We literally have an issue where America is ahead of where most countries of the world will likely ever be. Let's not change that.

Have any posters from Australia, New Zealand, or Europe weighed in on what troglodytes we are for opposing birthright citizenship? Just curious...

Not a perfect fit to your criteria but its one of those archiac and bizarre things about the United States to much of the world... similar to the United States's 2nd amendment. Enjoy your American Exceptionalism.


To call a pretty expansive and inclusive amendment 'archaic" is kind of odd.

That's exactly what it is. Now, the 14th amendment wasn't, really, created with immigrants in mind, as I'm sure you'll know; it was created, partly, to prevent the disenfranchisement of former slaves, which, of course, isn't a pressing matter anymore. However, going back to my initial point, the way the 14th amendment's purpose is being interpreted by some here is totally archaic. Birthright citizenship may have been an acceptable policy several centuries ago, during an era of small populations, ill-defined polities, relatively low levels of geographical mobility and very small states (government bureaucracy's were hardly in a position to catch 'illegal immigrants'), but doesn't hold water in an age where none of those things are true, at least in the West.

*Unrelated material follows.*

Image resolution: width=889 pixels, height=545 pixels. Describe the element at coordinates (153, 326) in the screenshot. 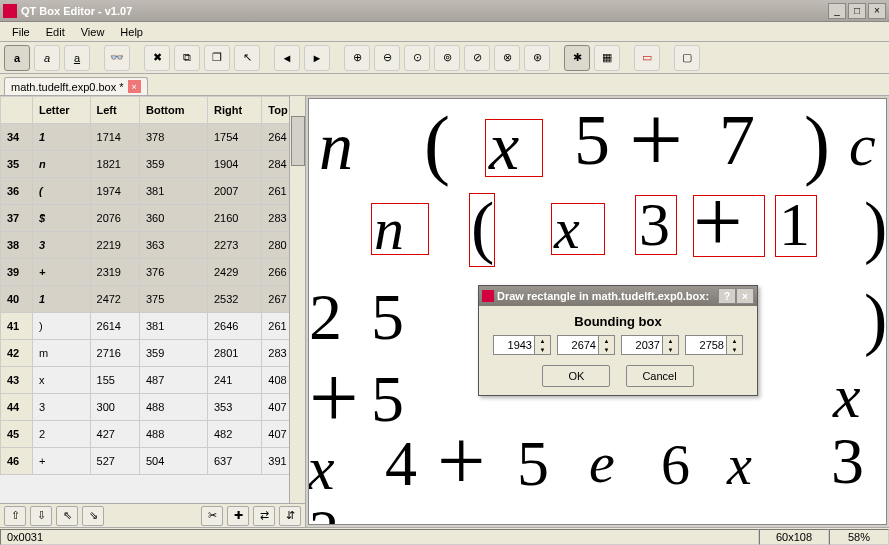

I see `table-row: 41)26143812646261` at that location.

 I mean, take Europe, which is currently in the mist of what is perhaps the biggest series of external migrations since the Great Migrations of Late Antiquity and the Early Middle Ages. European countries can't simply allow for birthright citizenship, due to the sheer volume of immigrants (most of them illegal) currently entering the continent. It's not politically or governmentally tenable. I would argue the same about the United States, although illegal immigration across the Mexican border seems to have tapered off as of late. Birthright citizenship is an untenable policy when you have very large influxes of people entering a country illegally.